The Next Step In Medical Engineering…The Human Body
Beltim & Associates strives to stay at the forefront of medical engineering, and bioengineering might be the most promising, exciting avenue for future medical science.
Revolutionizing Dental Health With a Mint
As long as time travel remains elusive, scientists seek to rewind biological time by regenerating bodily tissues to repair parts that once seemed irreparable. Starting with teeth, the stars of a multi-billion dollar whitening industry. Yet researchers at the University of Washington have created something that offers a more fundamental fix than gels, strips, and laser-light-emitting mouthpieces. It's a minty lozenge. One that releases dental building blocks to form fresh enamel.
Enamel cannot regenerate. And we lose it constantly. Once eroded, it reveals the yellower dentin beneath. But enamel remodeling could be easier than most would have imagined.
Each lozenge contains phosphorus and calcium, like other tooth-aiding items.

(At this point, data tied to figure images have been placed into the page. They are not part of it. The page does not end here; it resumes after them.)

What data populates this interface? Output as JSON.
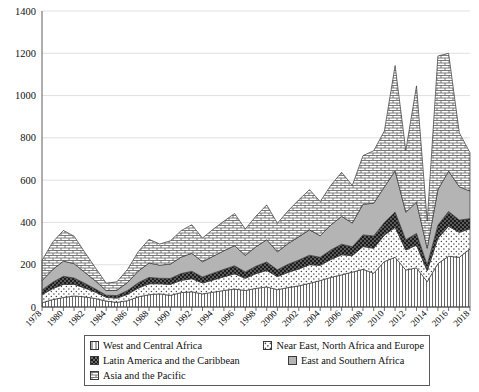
{
  "chart_data": {
    "type": "area",
    "stacked": true,
    "title": "",
    "subtitle": "",
    "xlabel": "",
    "ylabel": "",
    "grid": true,
    "legend_position": "bottom",
    "ylim": [
      0,
      1400
    ],
    "yticks": [
      0,
      200,
      400,
      600,
      800,
      1000,
      1200,
      1400
    ],
    "xlim": [
      1978,
      2018
    ],
    "x": [
      1978,
      1979,
      1980,
      1981,
      1982,
      1983,
      1984,
      1985,
      1986,
      1987,
      1988,
      1989,
      1990,
      1991,
      1992,
      1993,
      1994,
      1995,
      1996,
      1997,
      1998,
      1999,
      2000,
      2001,
      2002,
      2003,
      2004,
      2005,
      2006,
      2007,
      2008,
      2009,
      2010,
      2011,
      2012,
      2013,
      2014,
      2015,
      2016,
      2017,
      2018
    ],
    "xtick_labels": [
      "1978",
      "1980",
      "1982",
      "1984",
      "1986",
      "1988",
      "1990",
      "1992",
      "1994",
      "1996",
      "1998",
      "2000",
      "2002",
      "2004",
      "2006",
      "2008",
      "2010",
      "2012",
      "2014",
      "2016",
      "2018"
    ],
    "series": [
      {
        "name": "West and Central Africa",
        "pattern": "vertical-lines",
        "values": [
          20,
          35,
          45,
          52,
          48,
          40,
          28,
          22,
          30,
          48,
          58,
          62,
          55,
          68,
          72,
          62,
          70,
          78,
          85,
          78,
          88,
          95,
          82,
          92,
          100,
          112,
          125,
          140,
          152,
          165,
          178,
          160,
          215,
          235,
          175,
          185,
          120,
          205,
          240,
          235,
          275
        ]
      },
      {
        "name": "Near East, North Africa and Europe",
        "pattern": "dots",
        "values": [
          38,
          52,
          62,
          55,
          42,
          30,
          18,
          20,
          30,
          42,
          52,
          48,
          52,
          58,
          62,
          52,
          58,
          65,
          72,
          58,
          70,
          78,
          62,
          72,
          80,
          88,
          72,
          85,
          95,
          78,
          108,
          118,
          125,
          142,
          95,
          108,
          52,
          120,
          142,
          118,
          95
        ]
      },
      {
        "name": "Latin America and the Caribbean",
        "pattern": "checker",
        "values": [
          22,
          30,
          38,
          30,
          22,
          15,
          10,
          12,
          18,
          25,
          30,
          26,
          28,
          32,
          35,
          28,
          32,
          35,
          38,
          30,
          35,
          40,
          32,
          38,
          42,
          45,
          38,
          45,
          50,
          42,
          55,
          58,
          60,
          72,
          48,
          55,
          28,
          62,
          70,
          58,
          48
        ]
      },
      {
        "name": "East and Southern Africa",
        "pattern": "solid-grey",
        "values": [
          45,
          60,
          72,
          68,
          52,
          38,
          22,
          25,
          38,
          55,
          68,
          62,
          68,
          78,
          85,
          72,
          80,
          88,
          95,
          78,
          92,
          105,
          85,
          98,
          110,
          120,
          102,
          118,
          132,
          112,
          145,
          155,
          168,
          195,
          130,
          148,
          78,
          168,
          190,
          158,
          130
        ]
      },
      {
        "name": "Asia and the Pacific",
        "pattern": "brick",
        "values": [
          95,
          130,
          145,
          130,
          95,
          62,
          35,
          40,
          62,
          92,
          112,
          100,
          110,
          125,
          135,
          112,
          128,
          140,
          152,
          125,
          145,
          165,
          135,
          155,
          175,
          190,
          162,
          188,
          208,
          178,
          230,
          248,
          265,
          498,
          292,
          550,
          128,
          632,
          558,
          255,
          182
        ]
      }
    ]
  },
  "legend": {
    "items": [
      {
        "label": "West and Central Africa",
        "pattern": "vertical-lines"
      },
      {
        "label": "Near East, North Africa and Europe",
        "pattern": "dots"
      },
      {
        "label": "Latin America and the Caribbean",
        "pattern": "checker"
      },
      {
        "label": "East and Southern Africa",
        "pattern": "solid-grey"
      },
      {
        "label": "Asia and the Pacific",
        "pattern": "brick"
      }
    ]
  },
  "colors": {
    "grid": "#d8d8d8",
    "axis": "#4a4a4a",
    "text": "#111111",
    "grey_fill": "#b4b4b4",
    "black_fill": "#1c1c1c",
    "white_fill": "#ffffff"
  }
}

But it also includes "engineered peptides," the building blocks of protein. Not all proteins are equal, so these are genetically derived from amelogenin, a key-player protein in tooth development.

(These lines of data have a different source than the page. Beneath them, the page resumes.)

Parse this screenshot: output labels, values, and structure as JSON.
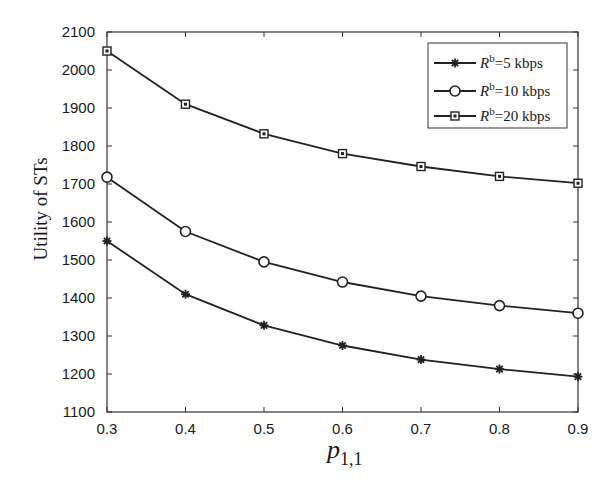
{
  "chart_data": {
    "type": "line",
    "title": "",
    "xlabel": "p_{1,1}",
    "xlabel_main": "p",
    "xlabel_sub": "1,1",
    "ylabel": "Utility of STs",
    "x": [
      0.3,
      0.4,
      0.5,
      0.6,
      0.7,
      0.8,
      0.9
    ],
    "xlim": [
      0.3,
      0.9
    ],
    "ylim": [
      1100,
      2100
    ],
    "xticks": [
      "0.3",
      "0.4",
      "0.5",
      "0.6",
      "0.7",
      "0.8",
      "0.9"
    ],
    "yticks": [
      "1100",
      "1200",
      "1300",
      "1400",
      "1500",
      "1600",
      "1700",
      "1800",
      "1900",
      "2000",
      "2100"
    ],
    "grid": false,
    "legend_position": "upper right",
    "series": [
      {
        "name": "R^b=5 kbps",
        "legend_prefix": "R",
        "legend_sup": "b",
        "legend_suffix": "=5 kbps",
        "marker": "star",
        "values": [
          1550,
          1410,
          1328,
          1275,
          1238,
          1213,
          1193
        ]
      },
      {
        "name": "R^b=10 kbps",
        "legend_prefix": "R",
        "legend_sup": "b",
        "legend_suffix": "=10 kbps",
        "marker": "circle",
        "values": [
          1718,
          1575,
          1495,
          1442,
          1405,
          1380,
          1360
        ]
      },
      {
        "name": "R^b=20 kbps",
        "legend_prefix": "R",
        "legend_sup": "b",
        "legend_suffix": "=20 kbps",
        "marker": "square",
        "values": [
          2050,
          1910,
          1832,
          1780,
          1746,
          1720,
          1702
        ]
      }
    ],
    "colors": {
      "line": "#222222",
      "axis": "#333333",
      "background": "#ffffff"
    }
  }
}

The influx of minerals and peptides coats one's less-than-pearly whites, "remineralizing the tooth surface." The new enamel is as bio-compatible as the old, readily bonding with the strong but unflattering dentin beneath.
Enamel-enhancing lozenges could supplement brightening toothpaste and related products, for those who demand blinding dental brilliance. However, they employ the opposite process. Lozenges banish conventional whiteners like peroxides, which could cause hypersensitivity by corrosively (subtractively) removing discoloration. But the dental lozenges provide an additive process, to give teeth their shiny white armor.
Microchips, Can Build New Bones Using Sound
Enamel is the body's hardest substance, but bone is also all incredibly dense. It's considered pound-for-pound stronger than concrete or steel but is fleetingly fragile in certain conditions. Degenerative diseases and cancers can dramatically strip bone mass, and better treatments are necessary. Fortunately, the Royal Melbourne Institute of Technology (RMIT) has developed a better treatment. It quickly, easily, and cheaply nudges stem cells into bone tissue. In the days of yore, generating bone cells required "complicated and expensive equipment." But no longer, as RMIT's technique is powered by a simple microchip.
The microchip produces high-frequency sound waves to massage stem cells "for ten minutes a day for five days," the ideal regimen for differentiation.
Microchipping the birth of living bones can be scaled up, bypassing a second major obstacle: mass production. Now, RMIT researchers can efficiently whip up many cells simultaneously. While they're knocking down barriers, how about one more: no longer requiring the very painful harvesting of stem cells from patients' bone marrow. Instead, RMIT's osseous tissue can be derived from the much easier-to-access fat cells. The undifferentiated stem cells are mechanosensitive. They respond to mechanical stimuli, so chemicals and drugs are no longer necessary. Technicians can simply "apply just the right amount of pressure in the right places" to induce cellular transformation.
Once turned to bone, cells might be delivered into the body via injection, or by being slathered onto a medical implant.
Restoring Sight With Bionic Eyes
Bioengineering may also someday restore sight. The possibilities are staggering, with more than 2 billion people suffering from vision loss worldwide. In financial terms, the World Health Organization estimates that global visual impairments account for $25 billion in yearly lost productivity.
Unfortunately, bionic eyes are expensive. The Argus II, used by more than 300 people, costs around $150,000. Med-science is only at the periphery of eyesight recovery, but advances like the Phoenix99 Bionic Eye are a significant step toward a sighted future for countless individuals.
Developed by the University of Sydney and the University of New South Wales, it consists of two implants: a "stimulator" that attaches to the eye and a "communication module" inserted beneath the skin behind the ear.
The Phoenix99 Bionic Eye could help patients with degenerative eye diseases. Like those that damage the retina, which is full of neurons like the photoreceptors that respond to light. One crucial layer of retinal cells turns "incoming light into electrical messages" for the brain to process. But when these cells are junked by disease, vision loss occurs. Bypassing this problem, the bionic targets the remaining, working neurons of the retina, "tricking the brain into believing that light was sensed."
As bioengineering technologies improve, they could positively impact or completely change the lives of countless millions. This takes thousands of companies like Beltim & Associates to work together creating parts and groundbreaking machines. The road to a longer, healthier life, the next evolutionary leap is engineering our very cells is well on its way!